Acac-loaded PksJ(KR-T3-T4) was generated by incubation (30°C) of apo-PksJ(KR-T3-T4) with Sfp and Acac-CoA (see SI Text) in Hepes (pH 7.8) supplemented with MgCl2. After a 1-h incubation NADPH was added and the reduction reaction was transferred to 23°C. After 60 min, the protein solution was filtered and concentrated by centrifugation. The Acac-S-PksJ(KR-T3-T4) concentrated sample was brought up in a Mops buffer (pH 7.5) containing TycF, and the mixture was incubated at 23°C. After 1 h, the reaction was once again filtered and the filtrate was combined with an equal volume of 20% pyridine in acetonitrile, 20 mM AMC in acetonitrile, and 1 M EDC in water and further incubated at 23°C for 1 h. The derivatization reaction was purified by HPLC (C18 stationary phase) on a gradient of 20–100% acetonitrile in 0.1% aqueous trifluoroacetic acid over 20 min. The 3HB-AMC was identified by coelution with authentic standard, collected, and lyophilized (see SI Text). Like the enzymatically generated α-HIC-GABA-AMC, the 3HB-AMC product was injected on an AD-H chiral HPLC column (Chiraltech) and subjected to isocratic elution using 30% ethanol in hexanes. The stereochemistry of the enzymatic product was identified by coinjection with authentic 3HB-AMC stereoisomers.

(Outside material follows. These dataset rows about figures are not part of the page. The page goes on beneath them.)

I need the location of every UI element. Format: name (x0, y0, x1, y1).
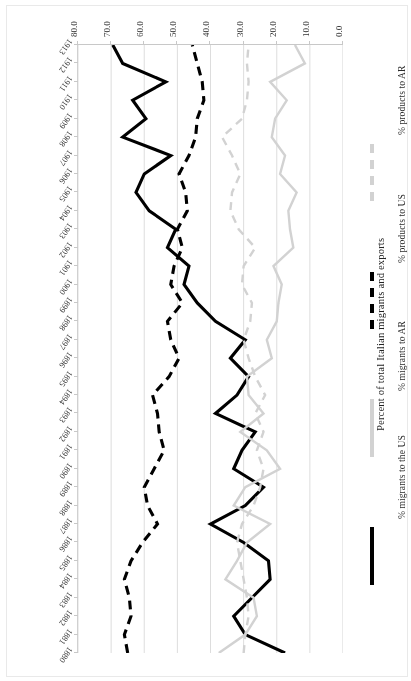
year-tick-mark (74, 62, 78, 63)
year-tick-label: 1899 (57, 295, 75, 315)
year-tick-mark (74, 578, 78, 579)
year-tick-label: 1909 (57, 111, 75, 131)
series-line (219, 45, 305, 653)
year-tick-mark (74, 394, 78, 395)
year-tick-mark (74, 413, 78, 414)
year-tick-mark (74, 155, 78, 156)
year-tick-label: 1887 (57, 516, 75, 536)
year-tick-label: 1911 (57, 74, 75, 93)
value-tick-label: 50.0 (168, 21, 178, 37)
legend-swatch (370, 271, 374, 329)
year-tick-label: 1902 (57, 240, 75, 260)
legend-swatch (370, 527, 374, 585)
year-tick-mark (74, 357, 78, 358)
year-tick-label: 1905 (57, 185, 75, 205)
year-tick-mark (74, 431, 78, 432)
year-tick-label: 1892 (57, 424, 75, 444)
legend-swatch (370, 143, 374, 201)
year-tick-label: 1896 (57, 350, 75, 370)
year-tick-label: 1906 (57, 166, 75, 186)
year-tick-label: 1884 (57, 571, 75, 591)
year-tick-mark (74, 468, 78, 469)
series-line (124, 45, 204, 653)
year-axis: 1880188118821883188418851886188718881889… (4, 45, 78, 653)
legend-label: % migrants to AR (397, 241, 407, 391)
year-tick-mark (74, 210, 78, 211)
year-tick-label: 1900 (57, 277, 75, 297)
year-tick-mark (74, 339, 78, 340)
year-tick-mark (74, 523, 78, 524)
legend-entry: % migrants to the US (353, 435, 397, 585)
year-tick-mark (74, 597, 78, 598)
year-tick-mark (74, 247, 78, 248)
year-tick-label: 1880 (57, 645, 75, 665)
year-tick-label: 1907 (57, 148, 75, 168)
year-tick-label: 1913 (57, 37, 75, 57)
year-tick-label: 1882 (57, 608, 75, 628)
year-tick-mark (74, 302, 78, 303)
year-tick-label: 1904 (57, 203, 75, 223)
year-tick-mark (74, 541, 78, 542)
year-tick-mark (74, 376, 78, 377)
year-tick-mark (74, 560, 78, 561)
value-tick-label: 70.0 (102, 21, 112, 37)
year-tick-label: 1897 (57, 332, 75, 352)
year-tick-mark (74, 634, 78, 635)
year-tick-mark (74, 228, 78, 229)
plot-svg (78, 45, 343, 653)
value-tick-label: 0.0 (334, 26, 344, 37)
legend-label: % migrants to the US (397, 369, 407, 519)
year-tick-mark (74, 44, 78, 45)
year-tick-label: 1893 (57, 406, 75, 426)
gridlines (78, 45, 343, 653)
year-tick-mark (74, 652, 78, 653)
legend-swatch (370, 399, 374, 457)
year-tick-label: 1912 (57, 56, 75, 76)
year-tick-label: 1901 (57, 258, 75, 278)
year-tick-label: 1888 (57, 498, 75, 518)
value-tick-label: 60.0 (135, 21, 145, 37)
year-tick-label: 1910 (57, 92, 75, 112)
year-tick-mark (74, 173, 78, 174)
year-tick-mark (74, 505, 78, 506)
year-tick-mark (74, 136, 78, 137)
year-tick-label: 1908 (57, 129, 75, 149)
year-tick-label: 1885 (57, 553, 75, 573)
series-lines (113, 45, 305, 653)
year-tick-label: 1886 (57, 535, 75, 555)
year-tick-label: 1883 (57, 590, 75, 610)
series-line (113, 45, 285, 653)
chart-figure: % migrants to the US% migrants to AR% pr… (0, 0, 411, 681)
year-tick-mark (74, 284, 78, 285)
year-tick-mark (74, 449, 78, 450)
legend-entry: % products to AR (353, 51, 397, 201)
plot-area (78, 45, 343, 653)
year-tick-mark (74, 191, 78, 192)
year-tick-label: 1895 (57, 369, 75, 389)
value-axis-line (78, 44, 343, 45)
year-tick-label: 1903 (57, 221, 75, 241)
year-tick-mark (74, 615, 78, 616)
year-tick-mark (74, 486, 78, 487)
year-tick-mark (74, 99, 78, 100)
rotated-figure-wrapper: % migrants to the US% migrants to AR% pr… (0, 0, 411, 681)
year-tick-mark (74, 118, 78, 119)
value-tick-label: 20.0 (268, 21, 278, 37)
year-tick-label: 1890 (57, 461, 75, 481)
legend-label: % products to US (397, 113, 407, 263)
year-tick-mark (74, 81, 78, 82)
year-tick-mark (74, 265, 78, 266)
year-tick-label: 1889 (57, 479, 75, 499)
year-tick-label: 1891 (57, 442, 75, 462)
year-tick-label: 1898 (57, 314, 75, 334)
value-tick-label: 30.0 (235, 21, 245, 37)
year-tick-mark (74, 320, 78, 321)
value-tick-label: 80.0 (69, 21, 79, 37)
year-tick-label: 1894 (57, 387, 75, 407)
value-axis: 0.010.020.030.040.050.060.070.080.0 (78, 1, 343, 45)
value-tick-label: 10.0 (301, 21, 311, 37)
year-tick-label: 1881 (57, 627, 75, 647)
value-axis-title: Percent of total Italian migrants and ex… (375, 238, 386, 431)
legend-label: % products to AR (397, 0, 407, 135)
value-tick-label: 40.0 (202, 21, 212, 37)
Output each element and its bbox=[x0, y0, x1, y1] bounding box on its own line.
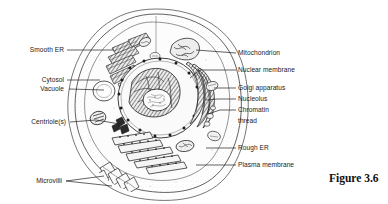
label-golgi-apparatus: Golgi apparatus bbox=[238, 85, 285, 92]
label-chromatin: Chromatin bbox=[238, 107, 269, 114]
vacuole-shape bbox=[93, 81, 115, 101]
label-rough-er: Rough ER bbox=[238, 145, 269, 152]
nucleolus-shape bbox=[143, 89, 171, 111]
label-mitochondrion: Mitochondrion bbox=[238, 50, 280, 57]
label-vacuole: Vacuole bbox=[40, 86, 64, 93]
figure-page: Smooth ER Cytosol Vacuole Centriole(s) M… bbox=[0, 0, 388, 204]
chromatin-thread-shape bbox=[129, 68, 180, 117]
label-smooth-er: Smooth ER bbox=[30, 47, 64, 54]
label-nuclear-membrane: Nuclear membrane bbox=[238, 67, 295, 74]
label-microvilli: Microvilli bbox=[36, 178, 62, 185]
label-chromatin-thread: thread bbox=[238, 118, 257, 125]
figure-caption: Figure 3.6 bbox=[329, 172, 379, 184]
label-centrioles: Centriole(s) bbox=[31, 119, 66, 126]
label-cytosol: Cytosol bbox=[42, 77, 64, 84]
nucleus-shape bbox=[118, 58, 203, 139]
label-plasma-membrane: Plasma membrane bbox=[238, 162, 294, 169]
label-nucleolus: Nucleolus bbox=[238, 96, 267, 103]
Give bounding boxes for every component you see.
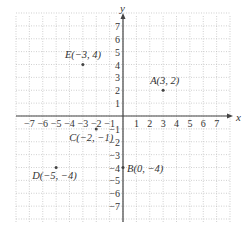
x-axis-label: x xyxy=(235,111,241,123)
y-tick-label: 3 xyxy=(115,72,120,83)
y-tick-label: 4 xyxy=(115,60,120,71)
y-tick-label: 1 xyxy=(115,98,120,109)
point-label-C: C(−2, −1) xyxy=(69,132,113,144)
x-tick-label: −2 xyxy=(91,118,102,129)
x-tick-label: −5 xyxy=(51,118,62,129)
y-tick-label: −6 xyxy=(109,188,120,199)
point-marker-C xyxy=(95,127,98,130)
x-tick-label: 5 xyxy=(187,118,192,129)
x-tick-label: 1 xyxy=(134,118,139,129)
x-tick-label: −3 xyxy=(78,118,89,129)
y-tick-label: 6 xyxy=(115,34,120,45)
x-tick-label: −7 xyxy=(24,118,35,129)
y-tick-label: −3 xyxy=(109,150,120,161)
y-tick-label: −4 xyxy=(109,163,120,174)
point-marker-A xyxy=(162,89,165,92)
y-tick-label: −5 xyxy=(109,175,120,186)
point-marker-B xyxy=(122,166,125,169)
point-label-D: D(−5, −4) xyxy=(31,170,77,182)
x-tick-label: 3 xyxy=(161,118,166,129)
y-tick-label: 5 xyxy=(115,47,120,58)
point-marker-E xyxy=(81,63,84,66)
point-label-E: E(−3, 4) xyxy=(64,49,102,61)
y-tick-label: 7 xyxy=(115,21,120,32)
points: A(3, 2)B(0, −4)C(−2, −1)D(−5, −4)E(−3, 4… xyxy=(31,49,180,182)
x-tick-label: 7 xyxy=(214,118,219,129)
x-tick-label: 2 xyxy=(147,118,152,129)
x-tick-label: −4 xyxy=(64,118,75,129)
y-axis-label: y xyxy=(119,2,125,14)
y-tick-label: 2 xyxy=(115,85,120,96)
x-tick-label: −6 xyxy=(37,118,48,129)
x-tick-label: 4 xyxy=(174,118,179,129)
coordinate-plane: −7−6−5−4−3−2−112345677654321−1−2−3−4−5−6… xyxy=(0,0,246,232)
y-tick-label: −7 xyxy=(109,201,120,212)
x-tick-label: 6 xyxy=(201,118,206,129)
point-label-B: B(0, −4) xyxy=(127,163,164,175)
point-label-A: A(3, 2) xyxy=(149,75,180,87)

Active-site peptide mapping of PksJ(A1-T1-C1-A2-T2) can be seen in Fig. S1; dipeptide formation on PksJ(A1-T1-C1-A2-T2) can be seen in Fig. S2; active-site peptide identification of PksJ(KR-T3-T4) can be seen in Fig. S3; and qualitative time course of α- and β-ketoreduction catalyzed by PksJ KR using PksJ(KR-T3-T4) can be seen in Fig. S4. Theoretical and experimental masses of detected peptides are provided in Table S1.
Supplementary Material
Acknowledgments.
We thank Mathieu Lalonde (Harvard University) for assistance with the chiral HPLC assays and Dr. Paul Straight (Harvard Medical School) for the providing the expression plasmid containing pksJ(A1-T1). This work was supported by National Institutes of Health National Research Service Award Fellowship GM081743 (to C.T.C.), National Institutes of Health Cell and Molecular Biology Training Grant T32 GM007283 (to S.B.B.), and National Institutes of Health Grants GM49338 (to C.T.W.) and GM067725-05 (to N.L.K.).
Footnotes
The authors declare no conflict of interest.
This article contains supporting information online at www.pnas.org/cgi/content/full/0806305105/DCSupplemental.
The S designation is with respect to the physiological substrate. In the reduction of the model substrate acetoacetyl-S-T, the relative priority of the β-substituents is altered with respect to the physiological substrate, making the correct stereochemical descriptor for the model product 3-hydroxybutyryl-S-T R.